Since Covid-19 there has been a massive shift in technology, which has enabled advisers to get closer to their clients. And still, an even bigger change is coming with the Financial Conduct Authority’s consumer duty as advisers do more to track their client outcomes, according to Dynamic Planner chief executive Ben Goss.
“The ability to really track, understand and track outcomes is going to be a game-changer because consumer duty is forcing it. The first part of the financial planning cycle is: what does the client want to achieve? But it hasn’t really been tracked,” he says.
“And that’s because tracking outcomes are technically quite difficult. There are lots of variables, but with good financial planning technology [provides] the ability to monitor the portfolio daily, and the ability to monitor positions and to articulate to the client where they are at any given time against their plan.”
Goss says this is where a company such as Dynamic Planner would come in, because it has developed technology to support advisers conducting reviews, which can track and understand clients’ outcomes against their objectives.
As a result of the Dynamic Planner technology that advisers incorporate into their annual reviews, he says that in some cases this has cut the review time down to 18 minutes from as much as five hours.
“We have clients who have gone from 80 to 100 end clients per adviser to 200 to 300 clients per adviser [...] because they are using end-to-end technology to crush down that time, cost and risk of delivering advice,” he says.
“The system does not give advice, the adviser does that, but it crunches the numbers, does the math and ensures you don’t have to rekey or do all of that checking you did on manual systems.
“In that review, you can check whether the risk of the portfolio is still suitable, and you can track whether the client is still on track for their objectives, which is very powerful.”
Speaking to Goss as the company marks its 20th anniversary, he says getting the time down to 18 minutes has been helped with the use of digital apps for the customer to use so that they can, for example, tell the adviser ahead of a review what has changed in their circumstances, or they can check their fact find on their phone.
Goss says advisers have also expressed satisfaction with the tool, which is not just helping them cut down on time, but it also means they can pass this on in fewer fees to their clients.
“[The adviser says], ‘if it’s taking me 18 minutes, I can charge a lot less or I could charge a fraction of what I was charging, and therefore the minimum fee client or the minimum investment that a client might be offered can come right down’.
“And we absolutely have firms today who are using Dynamic Planner for that purpose.”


> **What the exercise asks**
From the line that holds "Output each element" down to the last line of the listing below, transcribe exactly and only those lines. Leave pictures out.

> **Given entries**

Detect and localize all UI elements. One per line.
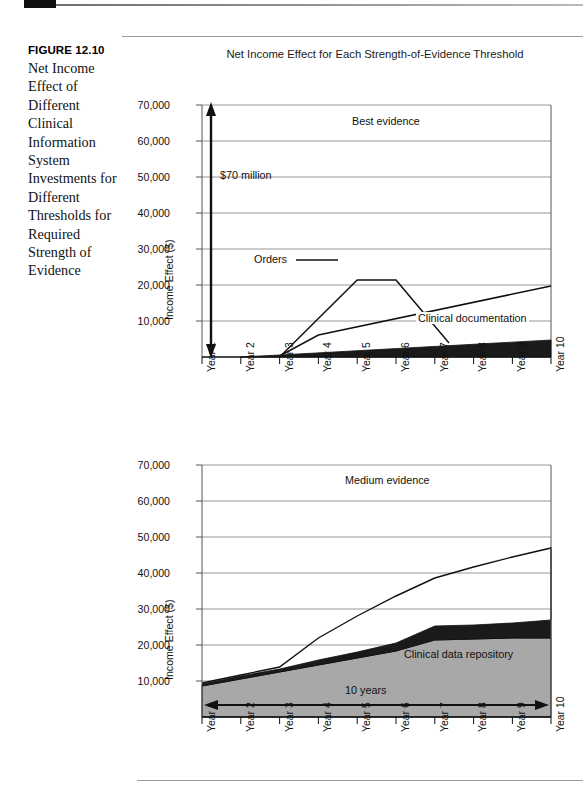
x-tick-year-1-medium: Year 1 <box>206 702 217 732</box>
x-tick-year-10-medium: Year 10 <box>555 697 566 732</box>
plot-area-best-evidence <box>0 90 583 430</box>
x-tick-year-9-medium: Year 9 <box>516 702 527 732</box>
x-tick-year-1: Year 1 <box>206 342 217 372</box>
x-tick-year-3: Year 3 <box>284 342 295 372</box>
best-evidence-label: Best evidence <box>352 115 420 127</box>
seventy-million-arrow <box>206 102 216 358</box>
x-tick-year-7: Year 7 <box>439 342 450 372</box>
chart-panel-best-evidence: Income Effect ($) 70,000 60,000 50,000 4… <box>0 90 583 430</box>
x-tick-year-9: Year 9 <box>516 342 527 372</box>
medium-evidence-label: Medium evidence <box>345 474 430 486</box>
ten-years-label: 10 years <box>345 684 386 696</box>
chart-panel-medium-evidence: Income Effect ($) 70,000 60,000 50,000 4… <box>0 450 583 790</box>
x-tick-year-2-medium: Year 2 <box>245 702 256 732</box>
figure-horizontal-rule <box>122 36 583 37</box>
orders-label: Orders <box>254 253 287 265</box>
chart-title: Net Income Effect for Each Strength-of-E… <box>190 48 560 60</box>
x-tick-year-8: Year 8 <box>477 342 488 372</box>
seventy-million-label: $70 million <box>220 169 272 181</box>
x-tick-year-2: Year 2 <box>245 342 256 372</box>
x-tick-year-6-medium: Year 6 <box>400 702 411 732</box>
plot-area-medium-evidence <box>0 450 583 790</box>
x-tick-year-4-medium: Year 4 <box>322 702 333 732</box>
x-tick-year-7-medium: Year 7 <box>439 702 450 732</box>
top-horizontal-rule <box>56 4 583 6</box>
x-tick-year-8-medium: Year 8 <box>477 702 488 732</box>
x-tick-year-5-medium: Year 5 <box>361 702 372 732</box>
x-tick-year-6: Year 6 <box>400 342 411 372</box>
figure-number: FIGURE 12.10 <box>28 44 120 56</box>
x-tick-year-10: Year 10 <box>555 337 566 372</box>
page-marker-block <box>24 0 56 8</box>
x-tick-year-5: Year 5 <box>361 342 372 372</box>
clinical-data-repository-label: Clinical data repository <box>404 648 513 660</box>
clinical-documentation-label: Clinical documentation <box>416 312 529 324</box>
x-tick-year-3-medium: Year 3 <box>284 702 295 732</box>
x-tick-year-4: Year 4 <box>322 342 333 372</box>
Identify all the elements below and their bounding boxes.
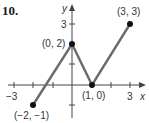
point-3-3 [127,21,133,27]
y-axis-label: y [61,3,68,14]
graph: −3 3 3 x y (−2, −1) (0, 2) (1, 0) (3, 3) [0,0,149,123]
point-label-neg2-neg1: (−2, −1) [14,110,49,121]
point-1-0 [89,82,95,88]
x-axis-label: x [139,91,146,102]
x-axis-arrow-icon [139,82,146,88]
point-label-0-2: (0, 2) [42,38,65,49]
x-tick-label-3: 3 [127,91,133,102]
y-tick-label-3: 3 [61,19,67,30]
point-label-3-3: (3, 3) [117,6,140,17]
point-label-1-0: (1, 0) [82,90,105,101]
point-0-2 [69,41,75,47]
x-tick-label-neg3: −3 [6,91,18,102]
point-neg2-neg1 [30,102,36,108]
y-axis-arrow-icon [69,4,75,11]
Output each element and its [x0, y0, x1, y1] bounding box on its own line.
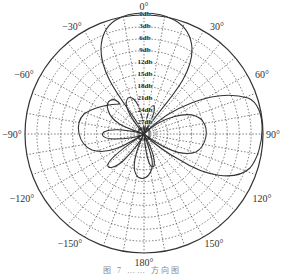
angle-label-minus60: −60°: [14, 69, 34, 80]
angle-label-120: 120°: [253, 193, 272, 204]
angle-label-minus120: −120°: [10, 193, 35, 204]
radial-label-27db: 27db: [138, 119, 153, 126]
angle-label-150: 150°: [205, 238, 224, 249]
radial-label-6db: 6db: [139, 35, 150, 42]
radial-label-0db: 0db: [139, 11, 150, 18]
radial-label-3db: 3db: [139, 23, 150, 30]
radial-label-15db: 15db: [138, 71, 153, 78]
angle-label-60: 60°: [255, 69, 269, 80]
angle-label-minus150: −150°: [58, 238, 83, 249]
angle-label-90: 90°: [266, 129, 280, 140]
pattern-curve: [78, 13, 262, 178]
angle-label-minus30: −30°: [62, 21, 82, 32]
angle-label-minus90: −90°: [2, 129, 22, 140]
angle-label-30: 30°: [210, 21, 224, 32]
radial-label-9db: 9db: [139, 47, 150, 54]
radial-label-21db: 21db: [138, 95, 153, 102]
figure-caption: 图 7 …… 方向图: [0, 264, 284, 275]
radial-label-24db: 24db: [138, 107, 153, 114]
radial-label-18db: 18db: [138, 83, 153, 90]
radial-label-12db: 12db: [138, 59, 153, 66]
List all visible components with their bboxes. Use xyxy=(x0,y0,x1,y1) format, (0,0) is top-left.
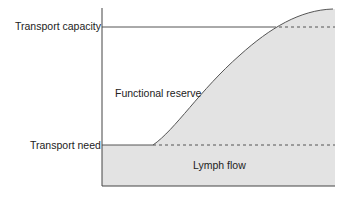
transport-need-label: Transport need xyxy=(30,140,101,151)
functional-reserve-label: Functional reserve xyxy=(115,88,201,99)
transport-capacity-label: Transport capacity xyxy=(15,21,101,32)
lymph-flow-label: Lymph flow xyxy=(193,160,246,171)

> **Problem solution**
Output each element and its [x0, y0, x1, y1] bounding box on its own line.
angle-label-minus60: −60°: [14, 69, 34, 80]
angle-label-120: 120°: [253, 193, 272, 204]
angle-label-minus120: −120°: [10, 193, 35, 204]
radial-label-27db: 27db: [138, 119, 153, 126]
angle-label-150: 150°: [205, 238, 224, 249]
radial-label-6db: 6db: [139, 35, 150, 42]
radial-label-0db: 0db: [139, 11, 150, 18]
radial-label-3db: 3db: [139, 23, 150, 30]
radial-label-15db: 15db: [138, 71, 153, 78]
angle-label-60: 60°: [255, 69, 269, 80]
angle-label-minus150: −150°: [58, 238, 83, 249]
angle-label-90: 90°: [266, 129, 280, 140]
pattern-curve: [78, 13, 262, 178]
angle-label-minus30: −30°: [62, 21, 82, 32]
angle-label-minus90: −90°: [2, 129, 22, 140]
angle-label-30: 30°: [210, 21, 224, 32]
radial-label-9db: 9db: [139, 47, 150, 54]
radial-label-21db: 21db: [138, 95, 153, 102]
figure-caption: 图 7 …… 方向图: [0, 264, 284, 275]
radial-label-24db: 24db: [138, 107, 153, 114]
radial-label-18db: 18db: [138, 83, 153, 90]
radial-label-12db: 12db: [138, 59, 153, 66]
List all visible components with their bboxes. Use xyxy=(x0,y0,x1,y1) format, (0,0) is top-left.
transport-need-label: Transport need xyxy=(30,140,101,151)
functional-reserve-label: Functional reserve xyxy=(115,88,201,99)
transport-capacity-label: Transport capacity xyxy=(15,21,101,32)
lymph-flow-label: Lymph flow xyxy=(193,160,246,171)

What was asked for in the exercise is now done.